O Soul of Mine
Poem
Published on October 29, 2020
O Soul of Mine
Poem
What hast thou done O soul of mine,
To this venture why didst thou incline?
Always impudent wert thou, always impulsive,
Seeking danger terrain, thy habit compulsive.
What hast thou done O careless soul,
Consenting to division relinquishing the whole!
Such crude appetites to cherish fruits of Time
And fancy becomings without reason or rhyme.
What hast thou done O luminous fool,
Casting thyself in this gambit’s spell.
Canst thou not learn a whiff of restraint?
Always dreaming and immortally belligerent.
How dost thou tax this poor body
Cast from clay and soil, a produce shoddy.
Thy ideal’s song is coarse to old ears
Of thy earth-guardian for long years.
And most appalling thy mystic silence,
Always aloof and uncaring without repentance.

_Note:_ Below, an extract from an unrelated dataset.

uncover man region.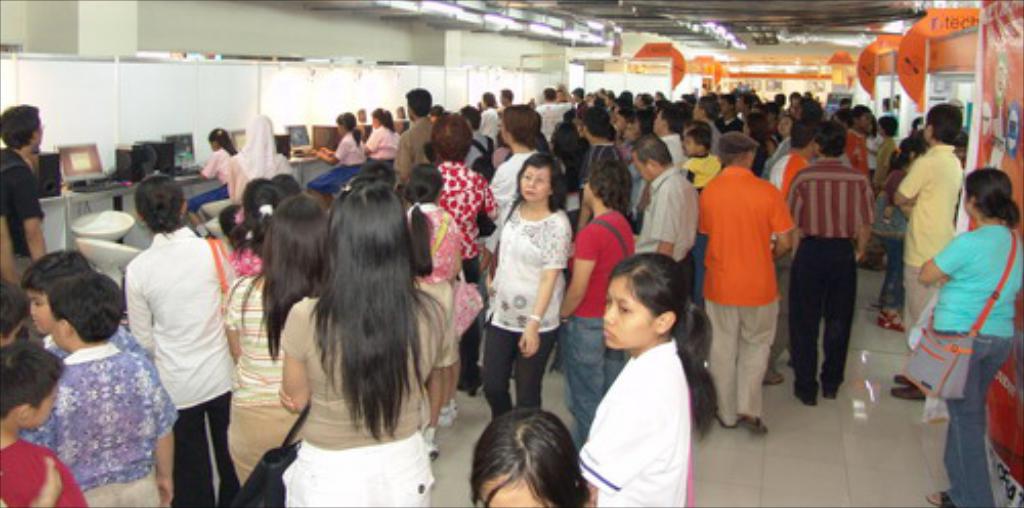
Uncovered: 791, 131, 883, 401.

Does He not fetter thee, thy Sire unknowable,
How does He endure thee, His enfant terrible!
Of all the long cycles O soul of mine,
We have journeyed through tracks of time,
This the most reckless iteration ever taken,
My slender hope for thee is utterly broken.
O soul of mine, there are no more excursions
On earth and to worlds in Time no visitations.
Behave as thou wilt, my decision is now firm,
I must chaperone thee to thy high Sire stern.
But now to thy flame am I the guardian,
To shield and nourish thee my daily burden.
How richly spoilt art thou in immortality,
Pampered by thy loving Sire for eternity!
But I, I have spent all coin of my patience,
For travails by thee I shall seek recompense.
Speak for me for an employ by thy Sire,
Thy long debt settled I shall then consider.
Yet, O soul, I shall hold thee ever for a fool
In spite of thy Sire and thy station supernal.